Same-sex wedding in Alabama part of national debate

Same-sex wedding in Alabama part of national debate

BIRMINGHAM — On the heels of several former and current United Methodist clergy members opposing the church’s doctrine on gays, The United Methodist Judicial Council held its semiannual meeting in Baltimore, Md., Oct. 23–26. 

The denomination’s Book of Discipline bans clergy from officiating at same-sex “marriages” or holding those ceremonies in its churches, according to Religion News Service (RNS). 

While church law cannot change until the next quadrennial conference in 2016, the council was slated to consider related resolutions, including one asking the council to support a Western Jurisdiction 2012 resolution that says the church is in error on homosexuality and should ignore the Book of Discipline’s laws on it, according to RNS.

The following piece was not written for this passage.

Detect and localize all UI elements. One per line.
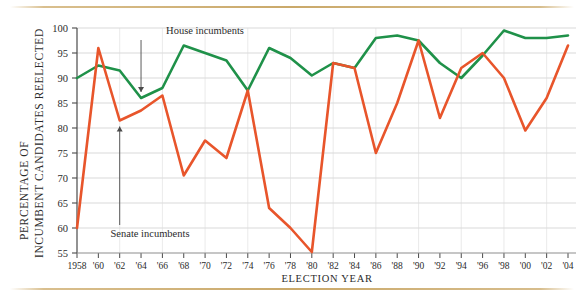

Among those going against church doctrine is retired United Methodist Bishop Melvin Talbert, who at press time planned to officiate a same-sex wedding in Birmingham on Oct. 26.

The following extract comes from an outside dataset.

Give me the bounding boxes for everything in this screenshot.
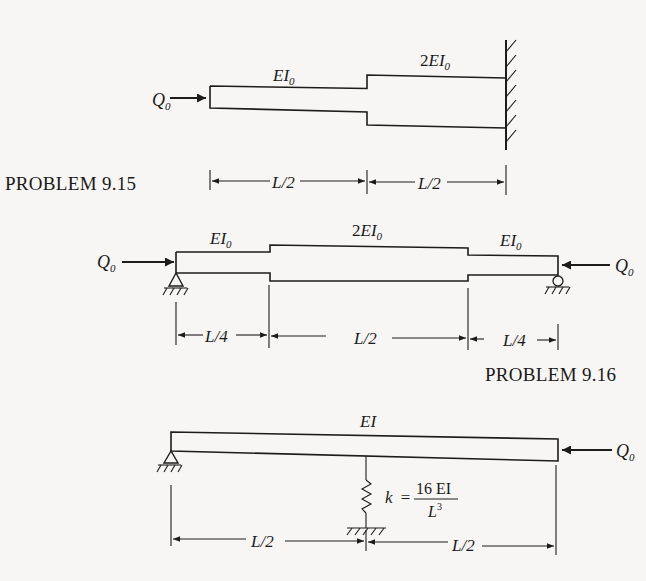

The executive committee of the United Methodist Council of Bishops released a statement Oct. 23 urging Talbert to refrain from conducting that service. “The bishops of the church are bound together in a covenant and all ordained elders are committed to uphold the Book of Discipline,” they wrote. “‘Conducting ceremonies which celebrate homosexual unions; or performing same-sex wedding ceremonies’ are chargeable offenses in the United Methodist Church.” 

The committee noted they “have taken this action with deep respect for Bishop Talbert’s intention to serve as a pastor for United Methodists who experience themselves as excluded because of decisions of the General Conference,” adding that North Alabama Bishop Debra Wallace-Padgett, who requested that Talbert not conduct the Birmingham service, “is the caring shepherd of all people in the congregations in the North Alabama Conference.”